SWAMPSCOTT — When Jo Ann Simons welcomed her son into the world nearly 40 years ago, he completely changed her life. Her son, Jonathan Derr, was born with Down syndrome, a diagnosis that has served as the inspiration for her life’s work.
“When he was born, the world that I imagined for him didn’t exist,” Simons said. “It wasn’t inclusive and welcoming and I had to decide in the first days of his life that in order to save his life and save my life, I was going to have to somehow make this my life’s work and that it wouldn’t be enough to just improve Jonathan’s life, that I needed to bring up the entire group of people with intellectual disabilities along with him.
“It’s been very exciting,” Simons continued. “He’s 39 and I’ve seen enormous progress. The opportunities and acceptance for people with disabilities increases every day.”
Simons, a Swampscott resident, is the CEO and president of Northeast Arc, an organization that helps people with disabilities become full participants in the communities north of Boston while also providing support for their families.
The Danvers-based nonprofit, which has an operating budget of $280 million and supports 10,000 people in the Northeast region, primarily focuses on intellectual and developmental disabilities and autism.
For her long-standing efforts of giving back to her community through her work, Simons, 65, has been named Swampscott’s “Person of the Year.”

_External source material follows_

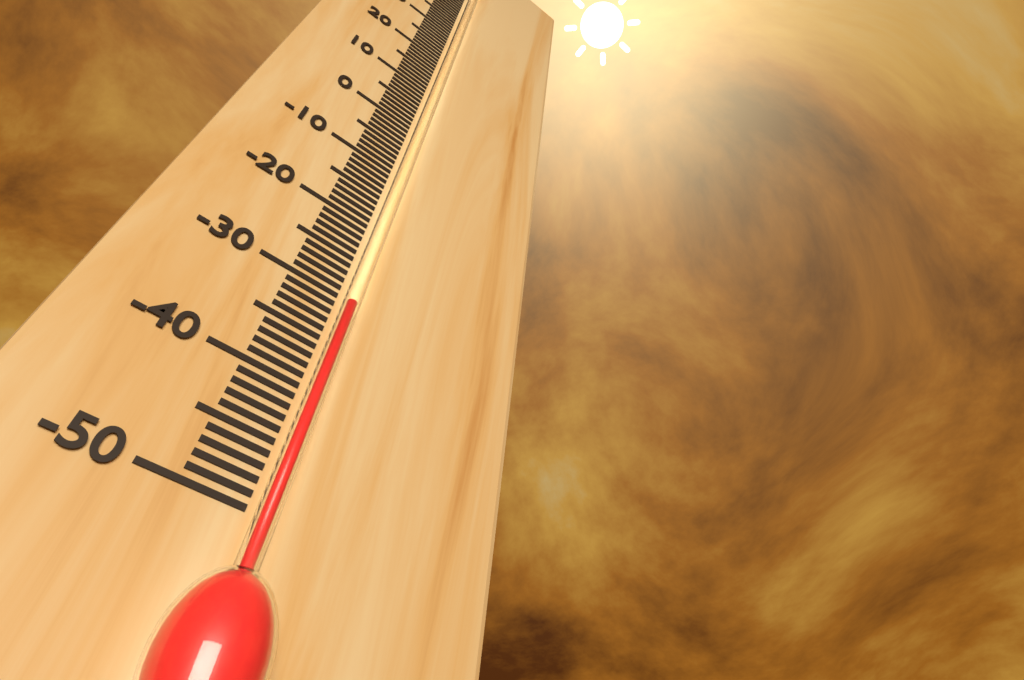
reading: -31 °C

“I was surprised and honored,” Simons said of the recognition. “It’s exciting when you’re recognized and believe it or not, it’s sometimes more exciting when you’re recognized in your own community because oftentimes, you’re just that local person in the eyes of your community where you might have greater recognition outside of it.”
When Simons was named CEO and president of Northeast Arc two years ago, she said it was like coming full circle. She worked for the nonprofit in the 1980s for eight years establishing the family support division and then went on to work in state government and hold two CEO roles for two other organizations, Communitas and Cardinal Cushing Centers, which work with children and adults with disabilities.
What drew her back, she said, was that she felt it was a terrific organization and she didn’t want anyone else to have the job.
Simons said Northeast Arc was started more than 64 years ago by similar families who came before her and recognized there no opportunities for their children, except to stay in institutions. That lack of opportunity prompted them to start a grassroots organization, which included a nursery school and offered job training programs as an alternative to institutions.
“Children with disabilities at that point were hidden away,” Simons said. “They didn’t have the right to go to school. They didn’t have a right to early intervention so these brave, courageous families formed what became the Northeast Arc.”
Over the years, Simons said there have been enormous strides for children and adults with developmental and intellectual disabilities. She said there have been people with disabilities, including Down syndrome, who go on to be actors in television and movies.
They have gone on to be employed in all industries and sectors in the workforce. She’s seen them graduate from high school and college, get their driver’s licenses, get married and get divorced.
Northeast Arc offers several employment opportunities for its clients, but also works to get them placed in jobs in their communities. The nonprofit has worked with the city of Peabody to open both a coffee shop, Breaking Grounds Cafe, and the Black Box Theater, both of which were identified as needs in the city, according to Simons.
At the coffee shop, Northeast Arc is training people with intellectual disabilities for careers in food service. The Black Box Theater has a theater program for teens on the autism spectrum called Spotlight, and is another place that the nonprofit views as an employment setting.
Simons highlighted the nonprofit’s Arc Tank, which is similar to the television’s “Shark Tank” and aims to change lives through innovation. In its second year, Simons said Arc Tank 2.0 gave away $200,000 in a competition of proposals that will positively disrupt the way services for people with disabilities are delivered.
As for her son’s accomplishments, he received a certificate from Cape Cod Community College and lives by himself. He supports himself by working two jobs and lives a meaningful and productive life. Derr has a career in Special Olympics and plays golf, basketball and track and field.
But she said those are all wins that had to be fought for. Simons said she had to fight to get her son into daycare and later into camps. She had to convince youth athletic teams that he should be part of their leagues like every other child.
When Derr was 11 years old and playing Little League, she remembers her husband, Chet Derr, being approached by another father who remarked that their son should be in a challenger league instead. But Simons said Derr was where he should have been at the time, alongside the other athletes.
“People are no longer hidden away,” Simons said. “I think the inclusion of people with disabilities has led to the inclusion of a lot of other groups of folks who have also suffered from civil rights issues. I think that people with disabilities have had success that has opened the doors other groups have been able to walk through.
“I’m proud that if a family like I was almost 40 years ago found out that they had a child with Down syndrome, they could call the Northeast Arc and know that they found a community that would be there on that day and every day forward.”
Simons lives in Swampscott with her husband of 41 years. The couple also has a daughter, Emily Derr, 35, and two grandchildren. She is a Wheaton College graduate and has a master’s degree in social work from the University of Connecticut.